We've found that the current economic crisis has so many negative components that it justifies a new term: Vorteconomics. Defined as spiraling, high-speed economic change in which fixed economic conditions cannot keep up with those rapidly spiraling conditions.
To be more clear, rapidly rising fuel costs are, like a tornado, swallowing up everything that has pricing flexibility, such as food, transportation, clothing and those consumables which are frequent purchases by consumers. More fixed goods, such as automobiles, household appliances, and other large purchase items. Such fixed prices are usually inventory items which are less affected by today's fuel prices and are, as a result, less likely to be subject to price increases due to fuel costs.
The vortex comes from the fact that fuel costs are not necessarily rising on speculation or due to high use, foreign price fixing or other external forces. Rather, fuel costs are rising in large part due to the devaluation of the US Dollar. That spiral seems, like a tornado, to be a destructive, and unstoppable and destructive storm which must dissipate on its own and cannot be controlled.
The Dollar is devaluing from a number of factors, and ironically, from the price of fuel, each factor feeding the other. Real estate values, a core of US economic valuation, are dropping at alarming speed, and the public is cutting back on spending. Other factors contributing are high rates of default. Bankruptcies are rising rapidly, and the public is failing to pay bills to creditors in alarming number.
The business credit crunch is having an extremely negative impact on the economy. Without the ability to borrow, businesses are having a very tough time paying bills and staff and are failing, defaulting on taxes due to the states in which they operate. The states, depending on corporate franchise taxes, are in fact losing so much money that they're now looking for new tax revenues to make up for shortfalls.
As prices and other costs of living rise, individual income is not keeping pace, making it more difficult for the average citizen and consumer to keep pace with the vortex of price rises. Companies are having an equally difficult time. Airlines, for example, like Delta, posting more than $6 Billion in losses, largely the result of fuel price increases. The airlines cannot price tickets based on fuel cost compared to aircraft occupancy, so they are subsidizing the cost of empty seats. Because the ticket prices remain fixed until another fuel surcharge can be implemented, airlines lose money.
Shippers, on the other hand, can pass along fuel costs quickly, raising the price of shipped products, including essential consumables like food and beverage items. As daily consumables rise in price, the cost of living rises accordingly, and these cost increases mean that consumers must prioritize whether to feed their family or pay bills. Naturally, there's not much choice in the matter.
Vorteconomics is an interesting dynamic, as it is self-perpetuating. It will eventually run its course, and will resolve, however, many factors in the economy must change, the key to all of them being solid economic reform and the resolution of the mortgage and business lending crises.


Directions: Please restate the data that follows, leaving every word in place.

· · ·

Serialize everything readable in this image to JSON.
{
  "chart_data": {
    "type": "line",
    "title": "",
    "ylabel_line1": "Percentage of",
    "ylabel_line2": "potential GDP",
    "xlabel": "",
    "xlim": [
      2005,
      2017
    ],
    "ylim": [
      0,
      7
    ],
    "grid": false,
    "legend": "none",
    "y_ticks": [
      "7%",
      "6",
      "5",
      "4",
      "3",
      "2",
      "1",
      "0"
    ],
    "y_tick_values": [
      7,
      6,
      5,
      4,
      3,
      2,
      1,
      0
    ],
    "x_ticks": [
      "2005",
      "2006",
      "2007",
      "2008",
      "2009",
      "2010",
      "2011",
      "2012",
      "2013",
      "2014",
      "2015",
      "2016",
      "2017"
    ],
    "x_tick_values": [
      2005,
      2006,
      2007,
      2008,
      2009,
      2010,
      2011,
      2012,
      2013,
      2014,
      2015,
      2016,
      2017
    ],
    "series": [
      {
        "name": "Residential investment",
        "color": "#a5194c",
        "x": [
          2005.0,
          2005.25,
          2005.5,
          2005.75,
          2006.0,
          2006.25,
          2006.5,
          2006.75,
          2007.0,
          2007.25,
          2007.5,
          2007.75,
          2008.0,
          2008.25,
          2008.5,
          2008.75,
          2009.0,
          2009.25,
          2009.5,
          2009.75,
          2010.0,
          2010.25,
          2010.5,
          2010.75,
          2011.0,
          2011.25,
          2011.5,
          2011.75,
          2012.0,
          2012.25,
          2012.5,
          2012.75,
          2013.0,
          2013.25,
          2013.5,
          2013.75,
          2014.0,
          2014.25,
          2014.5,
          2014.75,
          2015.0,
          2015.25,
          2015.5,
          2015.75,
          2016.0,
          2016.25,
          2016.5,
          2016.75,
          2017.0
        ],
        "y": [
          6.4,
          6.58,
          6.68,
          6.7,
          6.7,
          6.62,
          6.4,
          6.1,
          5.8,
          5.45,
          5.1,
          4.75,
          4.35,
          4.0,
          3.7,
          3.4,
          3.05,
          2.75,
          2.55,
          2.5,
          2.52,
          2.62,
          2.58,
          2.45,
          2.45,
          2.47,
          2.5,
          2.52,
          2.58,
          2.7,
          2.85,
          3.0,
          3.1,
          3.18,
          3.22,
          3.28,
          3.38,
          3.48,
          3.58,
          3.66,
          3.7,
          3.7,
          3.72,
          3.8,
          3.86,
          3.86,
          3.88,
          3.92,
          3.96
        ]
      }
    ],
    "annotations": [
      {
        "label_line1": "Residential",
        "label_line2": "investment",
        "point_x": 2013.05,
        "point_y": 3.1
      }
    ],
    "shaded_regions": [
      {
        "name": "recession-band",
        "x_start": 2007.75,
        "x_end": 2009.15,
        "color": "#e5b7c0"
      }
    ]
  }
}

· · ·

Your response:
Serialize everything readable in this image to JSON.
{
  "chart_data": {
    "type": "line",
    "title": "",
    "ylabel_line1": "Percentage of",
    "ylabel_line2": "potential GDP",
    "xlabel": "",
    "xlim": [
      2005,
      2017
    ],
    "ylim": [
      0,
      7
    ],
    "grid": false,
    "legend": "none",
    "y_ticks": [
      "7%",
      "6",
      "5",
      "4",
      "3",
      "2",
      "1",
      "0"
    ],
    "y_tick_values": [
      7,
      6,
      5,
      4,
      3,
      2,
      1,
      0
    ],
    "x_ticks": [
      "2005",
      "2006",
      "2007",
      "2008",
      "2009",
      "2010",
      "2011",
      "2012",
      "2013",
      "2014",
      "2015",
      "2016",
      "2017"
    ],
    "x_tick_values": [
      2005,
      2006,
      2007,
      2008,
      2009,
      2010,
      2011,
      2012,
      2013,
      2014,
      2015,
      2016,
      2017
    ],
    "series": [
      {
        "name": "Residential investment",
        "color": "#a5194c",
        "x": [
          2005.0,
          2005.25,
          2005.5,
          2005.75,
          2006.0,
          2006.25,
          2006.5,
          2006.75,
          2007.0,
          2007.25,
          2007.5,
          2007.75,
          2008.0,
          2008.25,
          2008.5,
          2008.75,
          2009.0,
          2009.25,
          2009.5,
          2009.75,
          2010.0,
          2010.25,
          2010.5,
          2010.75,
          2011.0,
          2011.25,
          2011.5,
          2011.75,
          2012.0,
          2012.25,
          2012.5,
          2012.75,
          2013.0,
          2013.25,
          2013.5,
          2013.75,
          2014.0,
          2014.25,
          2014.5,
          2014.75,
          2015.0,
          2015.25,
          2015.5,
          2015.75,
          2016.0,
          2016.25,
          2016.5,
          2016.75,
          2017.0
        ],
        "y": [
          6.4,
          6.58,
          6.68,
          6.7,
          6.7,
          6.62,
          6.4,
          6.1,
          5.8,
          5.45,
          5.1,
          4.75,
          4.35,
          4.0,
          3.7,
          3.4,
          3.05,
          2.75,
          2.55,
          2.5,
          2.52,
          2.62,
          2.58,
          2.45,
          2.45,
          2.47,
          2.5,
          2.52,
          2.58,
          2.7,
          2.85,
          3.0,
          3.1,
          3.18,
          3.22,
          3.28,
          3.38,
          3.48,
          3.58,
          3.66,
          3.7,
          3.7,
          3.72,
          3.8,
          3.86,
          3.86,
          3.88,
          3.92,
          3.96
        ]
      }
    ],
    "annotations": [
      {
        "label_line1": "Residential",
        "label_line2": "investment",
        "point_x": 2013.05,
        "point_y": 3.1
      }
    ],
    "shaded_regions": [
      {
        "name": "recession-band",
        "x_start": 2007.75,
        "x_end": 2009.15,
        "color": "#e5b7c0"
      }
    ]
  }
}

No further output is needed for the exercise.